Advanced customer_orders with Schema and Curated Output
This version of customer_orders builds on the basic end-to-end example and adds two common production needs:
- schema-controlled input loading
- cleaner curated output columns before the Delta write
The repository includes a runnable Maven sample for this flow under samples/customer-orders. That sample defaults to local Parquet output so it can run without extra Delta Lake packages, while keeping the same business transformation shape shown here.
Goal
- input datasets:
customersandorders - output dataset:
customer_orders - output format: Delta
- objective: join customer master data with orders and publish a curated analytics-ready table
- extra requirement: keep input parsing deterministic and clean the output shape before publishing
When to Use This Pattern
Use this version when:
- CSV or JSON inputs should not rely on schema inference
- raw source columns need cleanup before publishing
- the published table should follow a cleaner naming standard
- you want to flatten nested business structures before writing
Example App
import io.github.sparkplusplus._
import io.github.sparkplusplus.app.{AppContext, SparkApp, SparkETLApp}
import io.github.sparkplusplus.io.{InputDatasetConfig, OutputDatasetConfig}
import org.apache.spark.sql.{DataFrame, SparkSession}
import org.apache.spark.sql.functions.{col, lower, struct, to_date, trim}
final case class CustomerOrdersConfig(
inputs: Seq[InputDatasetConfig],
outputs: Seq[OutputDatasetConfig],
sparkConfig: Map[String, String] = Map.empty
) extends SparkApp.WithInputDatasets with SparkApp.WithOutputDatasets with SparkApp.HasSparkConfig
object CustomerOrdersApp extends SparkETLApp[CustomerOrdersConfig] {
override protected def appName: String = "customer-orders-app"
override protected def configClass: Class[CustomerOrdersConfig] =
classOf[CustomerOrdersConfig]
override protected def configureSpark(
builder: SparkSession.Builder,
config: CustomerOrdersConfig
): SparkSession.Builder = {
builder.config("spark.sql.extensions", "io.delta.sql.DeltaSparkSessionExtension")
}
override protected def transform(
ctx: AppContext[CustomerOrdersConfig],
inputs: Map[String, DataFrame]
): Map[String, DataFrame] = {
val customers = inputs("customers")
.select(
col("customer_id"),
trim(col("customer_name")).alias("customer_name"),
trim(col("customer_segment")).alias("customer_segment")
)
val orders = inputs("orders")
.select(
col("order_id"),
col("customer_id"),
lower(trim(col("order_status"))).alias("order_status"),
col("order_total"),
to_date(col("created_at")).alias("order_date")
)
.dedup("order_id")
val customerOrders = orders
.join(customers, Seq("customer_id"), "left")
.select(
col("order_id"),
struct(
col("customer_id"),
col("customer_name"),
col("customer_segment")
).alias("customer"),
struct(
col("order_status"),
col("order_total"),
col("order_date")
).alias("order")
)
.flattenFields()
.makeColumnNamesAvroCompliant()
Map("customer_orders" -> customerOrders)
}
}
Example YAML
inputs:
- name: customers
path: s3://lakehouse/raw/customers.json
format: json
schemaPath: schemas/customers.json
filter: customer_status = 'ACTIVE'
- name: orders
path: s3://lakehouse/raw/orders.csv
format: csv
options:
header: "true"
delimiter: ","
schemaPath: schemas/orders.json
outputs:
- name: customer_orders
path: s3://lakehouse/silver/customer_orders
format: delta
mode: overwrite
partitionBy:
- order_date
repartition: 200
sparkConfig:
spark.sql.shuffle.partitions: "200"
spark.sql.session.timeZone: UTC
What Is Different from the Basic Example
- input schemas are fixed with
schemaPath - the
customersinput is filtered at read time through config - input formats can differ across datasets
- the output is reshaped through nested business structs
flattenFields()converts nested structs into stable top-level columnsmakeColumnNamesAvroCompliant()normalizes final column names before writing
Typical Final Output Columns
order_idcustomer_customer_idcustomer_customer_namecustomer_customer_segmentorder_order_statusorder_order_totalorder_order_date
This version is useful when raw datasets are messy but you still want a small app with predictable IO behavior.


* ABOUT THIS EXERCISE *
Among the records, find the lines that hold the string "middle" and return them.

Extracted records:
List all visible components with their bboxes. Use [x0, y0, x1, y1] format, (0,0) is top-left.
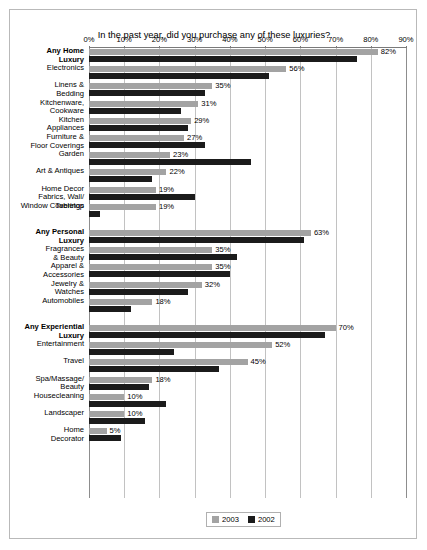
bar-2002 — [89, 142, 205, 148]
bar-2002 — [89, 90, 205, 96]
x-tick-label-60: 60% — [293, 35, 308, 44]
bar-value-label: 63% — [311, 228, 329, 237]
bar-rows: Any Home Luxury82%Electronics56%Linens &… — [89, 48, 406, 498]
category-label: Housecleaning — [0, 392, 84, 401]
bar-2003 — [89, 187, 156, 193]
bar-row: Furniture & Floor Coverings27% — [89, 134, 406, 151]
bar-2002 — [89, 73, 269, 79]
bar-value-label: 32% — [202, 280, 220, 289]
bar-2003 — [89, 204, 156, 210]
plot-area: Any Home Luxury82%Electronics56%Linens &… — [89, 48, 406, 498]
bar-value-label: 19% — [156, 202, 174, 211]
bar-value-label: 27% — [184, 133, 202, 142]
category-label: Kitchen Appliances — [0, 116, 84, 133]
bar-value-label: 18% — [152, 297, 170, 306]
category-label: Jewelry & Watches — [0, 280, 84, 297]
cropped-caption-sliver — [0, 0, 427, 8]
bar-2002 — [89, 159, 251, 165]
bar-value-label: 35% — [212, 81, 230, 90]
bar-2003 — [89, 49, 378, 55]
bar-value-label: 5% — [107, 426, 121, 435]
bar-row: Linens & Bedding35% — [89, 82, 406, 99]
bar-row: Any Experiential Luxury70% — [89, 324, 406, 341]
category-label: Apparel & Accessories — [0, 262, 84, 279]
x-tick-label-20: 20% — [152, 35, 167, 44]
bar-value-label: 56% — [286, 64, 304, 73]
bar-2003 — [89, 101, 198, 107]
category-label: Tabletop — [0, 202, 84, 211]
bar-row: Fragrances & Beauty35% — [89, 246, 406, 263]
category-label: Kitchenware, Cookware — [0, 99, 84, 116]
bar-2002 — [89, 56, 357, 62]
bar-2002 — [89, 176, 152, 182]
category-label: Linens & Bedding — [0, 81, 84, 98]
bar-row: Any Personal Luxury63% — [89, 229, 406, 246]
bar-2002 — [89, 211, 100, 217]
bar-2002 — [89, 418, 145, 424]
bar-2003 — [89, 377, 152, 383]
bar-2002 — [89, 254, 237, 260]
bar-row: Landscaper10% — [89, 410, 406, 427]
bar-2002 — [89, 332, 325, 338]
bar-2002 — [89, 271, 230, 277]
bar-2002 — [89, 194, 195, 200]
x-tick-label-40: 40% — [222, 35, 237, 44]
bar-2002 — [89, 108, 181, 114]
bar-value-label: 22% — [166, 167, 184, 176]
bar-row: Jewelry & Watches32% — [89, 281, 406, 298]
x-axis-tick-labels: 0%10%20%30%40%50%60%70%80%90% — [89, 35, 406, 47]
x-tick-label-80: 80% — [363, 35, 378, 44]
bar-2003 — [89, 394, 124, 400]
bar-row: Kitchen Appliances29% — [89, 117, 406, 134]
category-label: Automobiles — [0, 297, 84, 306]
category-label: Entertainment — [0, 340, 84, 349]
bar-2003 — [89, 282, 202, 288]
bar-2003 — [89, 230, 311, 236]
chart-screenshot: In the past year, did you purchase any o… — [0, 0, 427, 550]
chart-frame: In the past year, did you purchase any o… — [9, 9, 417, 539]
bar-2002 — [89, 349, 174, 355]
bar-2002 — [89, 237, 304, 243]
bar-2003 — [89, 342, 272, 348]
category-label: Spa/Massage/ Beauty — [0, 375, 84, 392]
gridline-90 — [406, 48, 407, 498]
legend-item-2002: 2002 — [248, 515, 275, 524]
bar-value-label: 70% — [336, 323, 354, 332]
legend-swatch-2003 — [212, 516, 219, 523]
x-tick-label-50: 50% — [258, 35, 273, 44]
bar-row: Travel45% — [89, 358, 406, 375]
bar-2002 — [89, 384, 149, 390]
bar-value-label: 18% — [152, 375, 170, 384]
bar-value-label: 45% — [248, 357, 266, 366]
bar-row: Kitchenware, Cookware31% — [89, 100, 406, 117]
bar-2003 — [89, 299, 152, 305]
x-tick-label-10: 10% — [117, 35, 132, 44]
bar-2002 — [89, 289, 188, 295]
bar-row: Home Decor Fabrics, Wall/ Window Coverin… — [89, 186, 406, 203]
bar-row: Home Decorator5% — [89, 427, 406, 444]
bar-row: Housecleaning10% — [89, 393, 406, 410]
bar-row: Automobiles18% — [89, 298, 406, 315]
bar-value-label: 19% — [156, 185, 174, 194]
bar-value-label: 10% — [124, 409, 142, 418]
bar-2003 — [89, 428, 107, 434]
bar-row: Spa/Massage/ Beauty18% — [89, 376, 406, 393]
category-label: Any Personal Luxury — [0, 228, 84, 245]
bar-2002 — [89, 306, 131, 312]
bar-row: Electronics56% — [89, 65, 406, 82]
x-tick-label-0: 0% — [84, 35, 95, 44]
bar-row: Entertainment52% — [89, 341, 406, 358]
bar-value-label: 29% — [191, 116, 209, 125]
legend-label-2003: 2003 — [222, 515, 239, 524]
bar-2003 — [89, 152, 170, 158]
bar-value-label: 23% — [170, 150, 188, 159]
category-label: Furniture & Floor Coverings — [0, 133, 84, 150]
category-label: Travel — [0, 357, 84, 366]
bar-2003 — [89, 411, 124, 417]
bar-2003 — [89, 66, 286, 72]
bar-value-label: 52% — [272, 340, 290, 349]
category-label: Home Decorator — [0, 426, 84, 443]
bar-value-label: 35% — [212, 262, 230, 271]
bar-2003 — [89, 169, 166, 175]
bar-row: Apparel & Accessories35% — [89, 263, 406, 280]
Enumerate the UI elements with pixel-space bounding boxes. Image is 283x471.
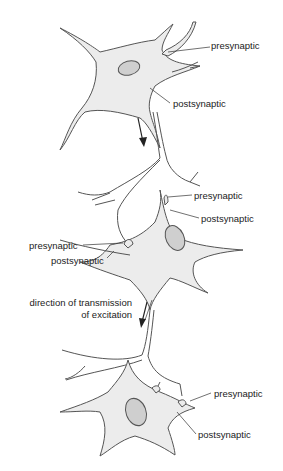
mid-left-presynaptic-label: presynaptic xyxy=(29,240,78,251)
direction-label-line1: direction of transmission xyxy=(16,297,132,308)
mid-right-presynaptic-label: presynaptic xyxy=(194,190,243,201)
top-presynaptic-label: presynaptic xyxy=(211,40,260,51)
direction-label-line2: of excitation xyxy=(16,309,132,320)
middle-right-presynaptic-terminal xyxy=(164,195,168,205)
bottom-presynaptic-label: presynaptic xyxy=(214,388,263,399)
diagram-artwork xyxy=(0,0,283,471)
middle-neuron-body xyxy=(80,190,243,310)
bottom-postsynaptic-label: postsynaptic xyxy=(198,429,251,440)
neuron-synapse-diagram: presynaptic postsynaptic presynaptic pos… xyxy=(0,0,283,471)
top-postsynaptic-label: postsynaptic xyxy=(173,98,226,109)
mid-left-postsynaptic-label: postsynaptic xyxy=(51,255,104,266)
mid-right-postsynaptic-label: postsynaptic xyxy=(201,213,254,224)
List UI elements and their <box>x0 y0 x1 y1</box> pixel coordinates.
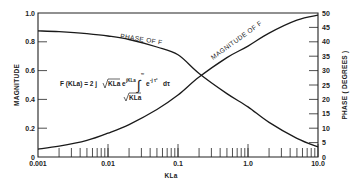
y-left-tick-label: 0.4 <box>25 96 35 103</box>
formula-upper-limit: ∞ <box>141 71 144 76</box>
phase-curve-label: PHASE OF F <box>120 32 163 46</box>
y-right-tick-label: 45 <box>322 24 330 31</box>
y-left-tick-label: 1.0 <box>25 10 35 17</box>
y-right-tick-label: 50 <box>322 10 330 17</box>
phase-curve <box>38 31 318 147</box>
x-tick-label: 0.001 <box>29 160 47 167</box>
x-tick-label: 1.0 <box>243 160 253 167</box>
y-right-tick-label: 40 <box>322 38 330 45</box>
y-right-tick-label: 25 <box>322 82 330 89</box>
y-right-tick-label: 20 <box>322 96 330 103</box>
y-left-tick-label: 0 <box>31 154 35 161</box>
formula-dtau: dτ <box>163 80 170 87</box>
y-right-tick-label: 35 <box>322 53 330 60</box>
y-right-tick-label: 0 <box>322 154 326 161</box>
magnitude-curve-label: MAGNITUDE OF F <box>209 19 263 61</box>
formula: F (KLa) = 2 j KLa e jKLa ∫ ∞ e -j τ² dτ … <box>60 71 170 101</box>
y-left-axis-title: MAGNITUDE <box>13 64 20 106</box>
y-right-tick-label: 30 <box>322 67 330 74</box>
y-right-axis-ticks: 05101520253035404550 <box>309 10 330 161</box>
formula-exp: jKLa <box>125 78 136 83</box>
y-left-tick-label: 0.6 <box>25 67 35 74</box>
x-tick-label: 0.1 <box>173 160 183 167</box>
x-tick-label: 10.0 <box>311 160 325 167</box>
formula-lower-limit: KLa <box>129 94 142 101</box>
formula-sqrt-arg: KLa <box>108 80 121 87</box>
y-right-tick-label: 5 <box>322 139 326 146</box>
y-right-axis-title: PHASE ( DEGREES ) <box>341 50 349 119</box>
formula-integrand-exp: -j τ² <box>150 78 158 83</box>
chart: 0.0010.010.11.010.0 00.20.40.60.81.0 051… <box>0 0 353 183</box>
x-axis-title: KLa <box>164 172 177 179</box>
formula-lhs: F (KLa) = 2 j <box>60 80 97 88</box>
y-right-tick-label: 10 <box>322 125 330 132</box>
x-axis-ticks: 0.0010.010.11.010.0 <box>29 144 325 167</box>
x-tick-label: 0.01 <box>101 160 115 167</box>
y-right-tick-label: 15 <box>322 110 330 117</box>
y-left-tick-label: 0.2 <box>25 125 35 132</box>
y-left-axis-ticks: 00.20.40.60.81.0 <box>25 10 47 161</box>
y-left-tick-label: 0.8 <box>25 38 35 45</box>
integral-sign-icon: ∫ <box>136 77 142 93</box>
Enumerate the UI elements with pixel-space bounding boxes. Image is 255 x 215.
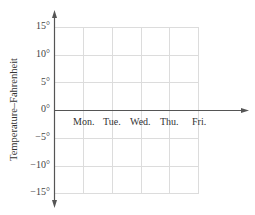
y-tick-label: 0° — [16, 104, 50, 114]
y-tick-label: 10° — [16, 49, 50, 59]
x-category-label: Mon. — [73, 117, 94, 127]
x-category-label: Fri. — [192, 117, 206, 127]
y-tick-label: −5° — [16, 132, 50, 142]
y-axis — [52, 10, 57, 208]
x-category-label: Wed. — [130, 117, 151, 127]
x-axis-right-arrow-icon — [241, 108, 249, 113]
temperature-grid-chart: Temperature–Fahrenheit 15° 10° 5° 0° −5°… — [0, 0, 255, 215]
x-category-label: Tue. — [103, 117, 121, 127]
y-axis-up-arrow-icon — [52, 10, 57, 18]
x-category-label: Thu. — [160, 117, 179, 127]
y-tick-label: 15° — [16, 21, 50, 31]
y-axis-down-arrow-icon — [52, 200, 57, 208]
y-tick-label: 5° — [16, 77, 50, 87]
y-tick-label: −10° — [16, 160, 50, 170]
y-tick-label: −15° — [16, 187, 50, 197]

* RESPONSE *
middle-right-presynaptic-terminal xyxy=(164,195,168,205)
middle-neuron-body xyxy=(80,190,243,310)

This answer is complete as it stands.